News organizations that have desks at NYPD headquarters at 1 Police Plaza downtown were told they need to get out by July 31. Why? Because the NYPD wants to make room for a new Joint Command Center. [UPDATE: The NYPD has changed its mind! Update below.]
The AP reports that "letters from Police Commissioner Raymond Kelly, mailed out to editors on April 10 and hand-delivered to reporters Tuesday, notified The Associated Press and other local media [Daily News, New York Post, New York Times, Staten Island Advance, El Diario, NY1 News and WINS] that the roughly 15 reporters assigned at One Police Plaza must be gone by midsummer." The Daily Politics, which has the text of the letter, points out, "This is certain to put a crimp in police reporting, as nothing beats being on site where so many sources are located all under one roof."
According to City Room, the (established) media has "been granted the use of the offices, on the second floor of the 15-story brick building, on Park Row in Lower Manhattan, since it opened in 1973"—the space is nicknamed "The Shack" from the days reporters were in a trailer outside headquarters—and that the police say the eviction "will not impede the flow of information." NY Times Metropolitan editor Joe Sexton said, "The public is always best served when reporters have the greatest possible access to the people and institutions they cover. Years ago, Ray Kelly understood that truth instinctively and believed it genuinely. I look forward to reminding him of that truth, and to talking about ways of serving it.”
In the letter, Kelly also says that the media might be able to come back in 2013 (!) when the new Police Academy is completed.
Update 11:30 p.m.: Ha! The reaction to the plan from the, uh, press, has prompted the NYPD to make sure the media has space at 1PP. Here's the new NYPD statement:
After concerns expressed by reporters assigned to Police Headquarters were conveyed to him today, Police Commissioner Raymond W. Kelly directed that the press room on the second floor of Police Headquarters be made available as a filing center from which reporters may file stories until permanent space can be identified over the next two years, as opposed to four years as originally intended.

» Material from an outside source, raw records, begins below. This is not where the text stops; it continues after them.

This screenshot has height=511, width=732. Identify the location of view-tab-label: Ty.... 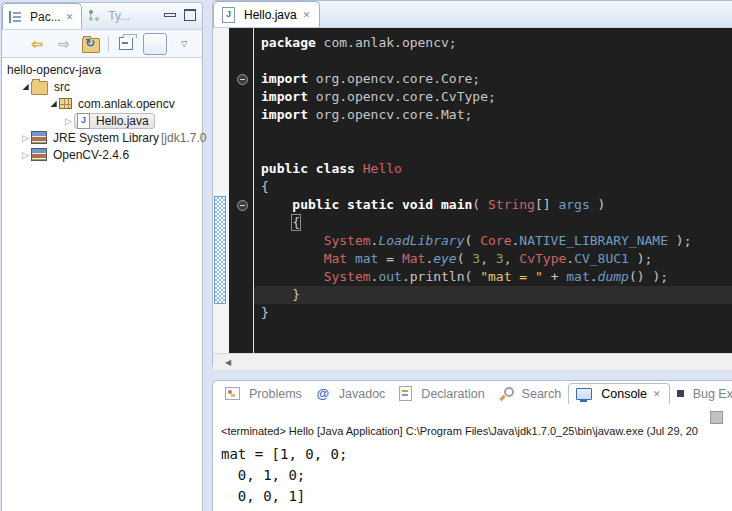
(119, 16).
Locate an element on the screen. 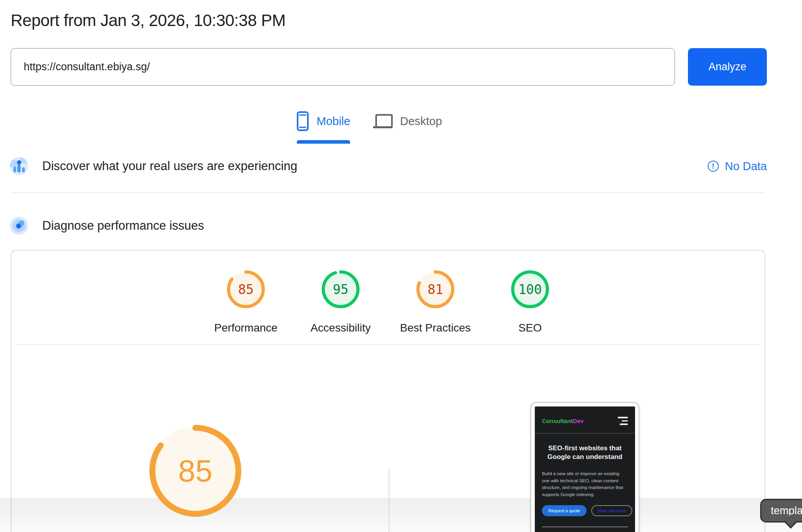 Image resolution: width=802 pixels, height=532 pixels. tab-desktop: Desktop is located at coordinates (407, 126).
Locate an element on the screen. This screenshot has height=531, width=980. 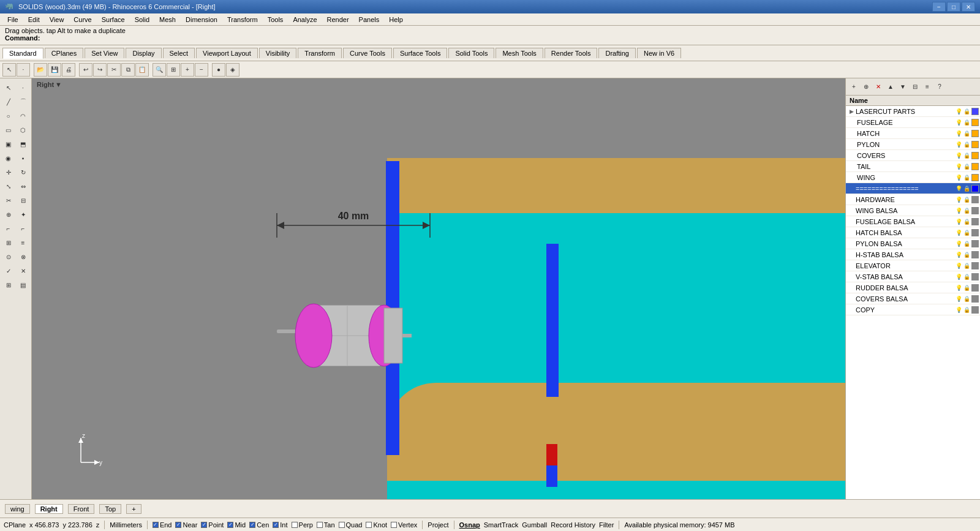
mid-snap: ✓Mid is located at coordinates (236, 525).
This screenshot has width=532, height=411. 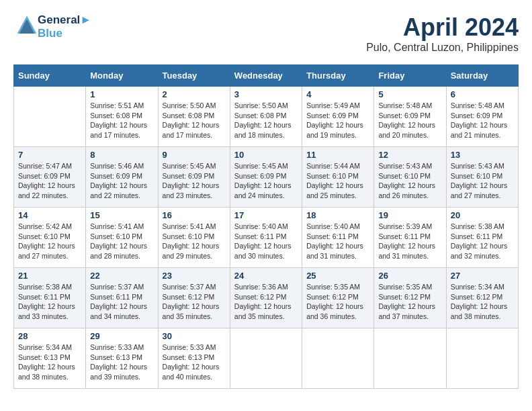 What do you see at coordinates (410, 275) in the screenshot?
I see `day-number: 26` at bounding box center [410, 275].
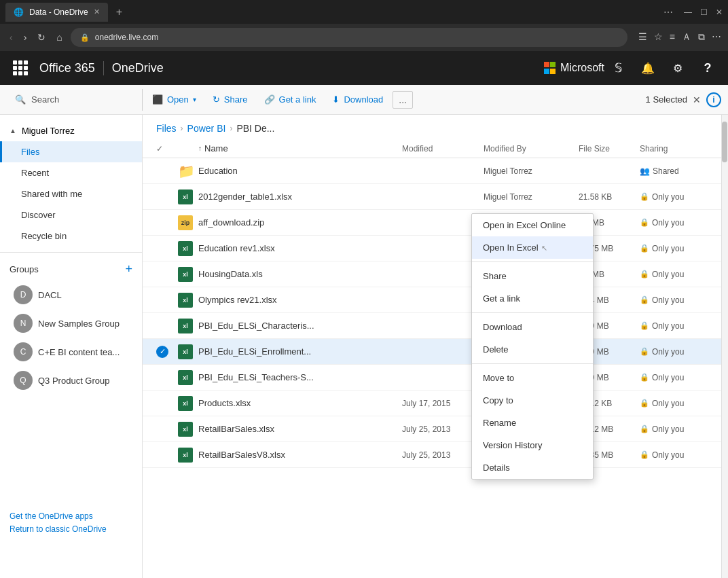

Construction of the new Joint Operations Center using the former fire station and portions of the second floor adjacent to Police Headquarters will still require the Community Affairs Bureau and the media offices in the shack to vacate their offices by July 31. But instead of waiting until new space becomes available with the construction of the first phase of the new Police Academy in 2013 for reporters to return to Police Headquarters, the Police Department intends to find new office space for the reporters by the time the new Joint Operations Center is constructed over the next two years.
In the meantime, the reporters may use to press room, normally used for press conferences and various department meetings, as a filing center from which they can file stories on a daily basis.
This is quite the (semi) about-face. Clearly, given the AP's report that letters sent to various editors were mailed last week, the NYPD has been sitting on this plan for at least a week but apparently didn't anticipate that the press might be upset.